NJ Independent Contractors Take on Bill That Would Decimate Their Businesses
NJ Independent Contractors Take on Bill That Would Decimate Their Businesses
TRENTON (December 2, 2019) — A group of independent contractors will attend the New Jersey Senate Labor Committee meeting in Trenton on Thursday, December 5, at 10 a.m. to voice opposition to two pending pieces of legislation–Senate bill S4204 and Assembly bill A5936–that threaten their ability to continue to work independently. Representatives of Fight for Freelancers, an ad hoc Facebook group of more than 735 independent workers who fear their livelihoods will be destroyed by these bills, will be present and available for interviews.
Supported by labor unions, the legislation was introduced in the NJ Senate on November 7 by sponsor and Senate President Steve Sweeney, and in the NJ Assembly on November 14 by sponsor Assemblyman Joseph Egan, to target employee misclassification in New Jersey. But the language of the bill conflates misclassified workers with successful and lawful independent contractors who wish to continue to be their own bosses.
If signed into law as currently written, companies that hire outside independent contractors would need to prove that the services are “outside the usual course of the hiring entity’s business.” So, for instance, a subcontractor installing kitchen cabinets for a day may be considered an employee, and the subcontractor could be considered an employee of several companies at once. Any independent contractor who visits a client’s offices even for just a few hours would be considered an employee.
Several industries have received carve-outs from the bill’s effects, including accountants, clergy, multi-level marketers, commission-based travel agents, commission-based insurance salespeople, and Realtors. But many other types of independent contractors have been left out of the backroom deal-making and are now having their careers threatened.
Fight for Freelancers was created two weeks ago by freelance writers and has quickly grown to include a variety of independent workers, including writers, truck drivers, online teachers, yoga instructors, marketers, public-relations professionals, photographers, musicians, data analysts, social media specialists, and more. Nearly 80 percent of the 735-member Facebook group is women.
“Though well-meaning, the bill fails to consider that many independent contractors, especially mothers and people with disabilities, chronic illnesses, or caregiver duties, prefer the flexibility rarely afforded while working for someone else,” says group administrator Jen Singer, a freelance writer from Red Bank. “As a single mother, I made more money and had more flexibility to raise my two sons working from home as my own boss than I could have while working for a media company or content development firm, likely commuting to Manhattan.”
Singer joins Debbie Abrams Kaplan of Westfield, Kim Kavin of Washington Township in Morris County, and Gwen Moran of Wall Township as the leaders of the group. They have collected stories of how the bill threatens the livelihoods of a wide range of New Jersey independent contractors and posted some of those stories at FightForFreelancers.com. The group’s members also have published op-eds in the Asbury Park Press, the Philadelphia Inquirer, The Star-Ledger and TAP into Westfield. The four leaders will be in Trenton at 8:30 a.m. December 5, ahead of the Senate Labor Committee hearing, and are all available for interviews.
The leaders have been empowered to speak as members of the American Society of Journalists and Authors, and Kavin can also speak as the NJ legislative liaison for Boating Writers International and the Dog Writers Association of America.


TASK STATEMENT: Give back exactly the lines of the material below, starting with the line with "You are a GUI" and going on through the line with "Task: Click on".

----------------------------------------

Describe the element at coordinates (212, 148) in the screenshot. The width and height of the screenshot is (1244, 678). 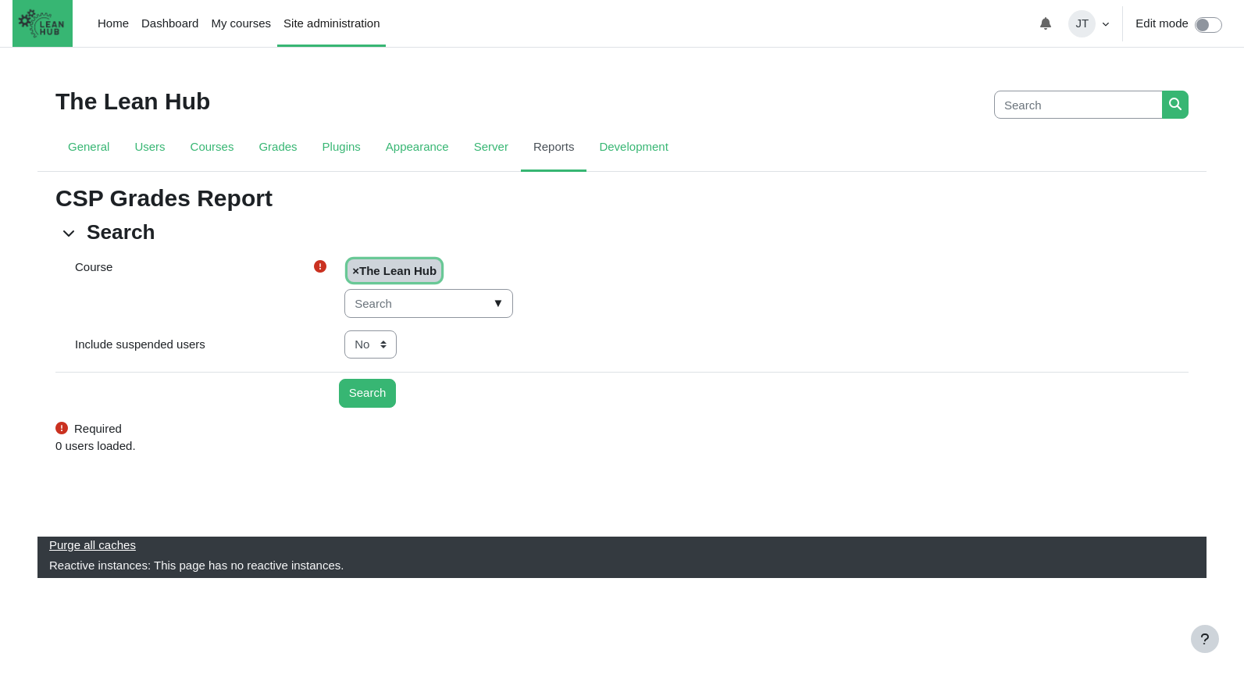
I see `a: Courses` at that location.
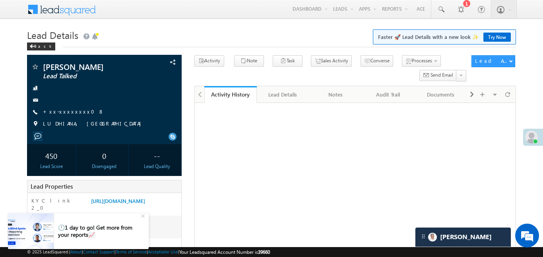 The width and height of the screenshot is (543, 257). Describe the element at coordinates (388, 95) in the screenshot. I see `div: Audit Trail` at that location.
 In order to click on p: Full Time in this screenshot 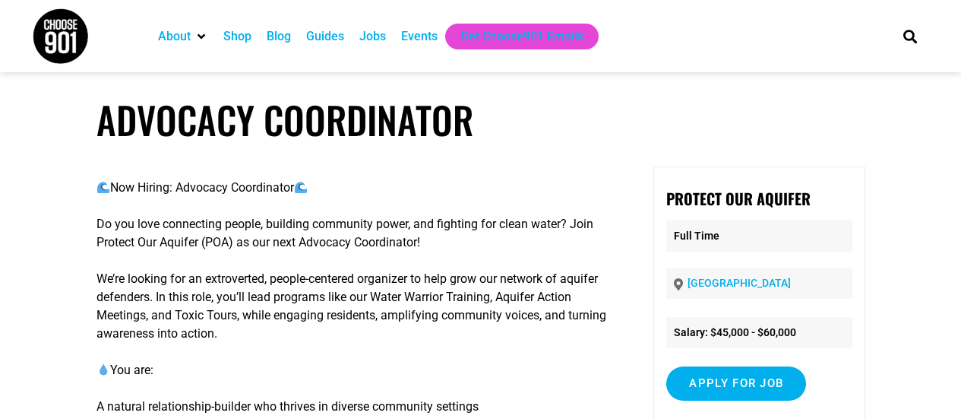, I will do `click(759, 235)`.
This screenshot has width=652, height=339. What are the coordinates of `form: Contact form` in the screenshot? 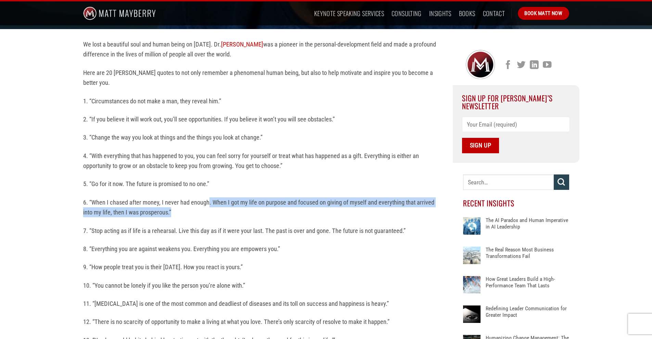 It's located at (515, 135).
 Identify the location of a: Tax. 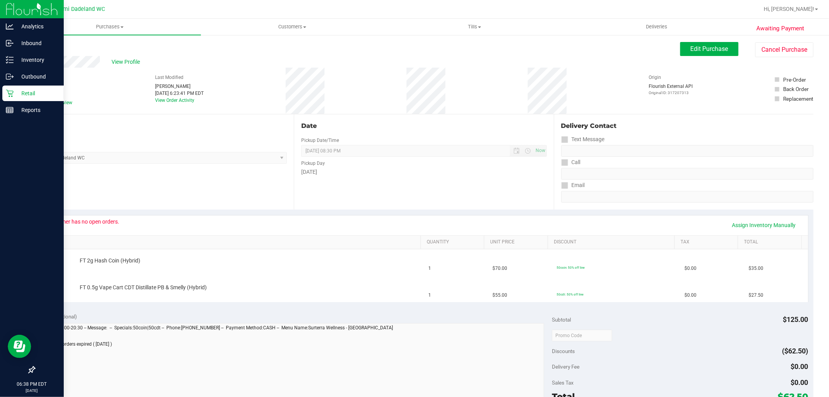
(707, 242).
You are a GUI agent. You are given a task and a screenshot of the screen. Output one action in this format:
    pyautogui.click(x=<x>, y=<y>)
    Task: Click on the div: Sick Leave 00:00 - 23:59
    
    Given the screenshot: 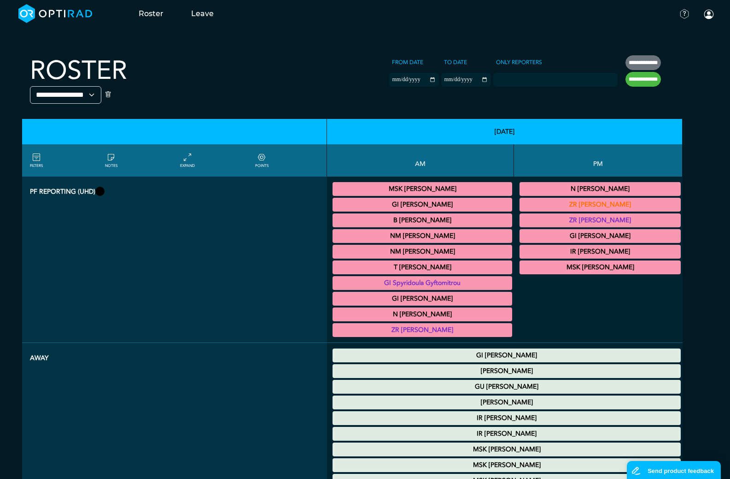 What is the action you would take?
    pyautogui.click(x=507, y=387)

----------------------------------------

RESULT FOR THIS TASK:
You are a GUI agent. You are given a task and a screenshot of the screen. Output one action in this format:
    pyautogui.click(x=<x>, y=<y>)
    Task: Click on the div: Sick Leave 00:00 - 23:59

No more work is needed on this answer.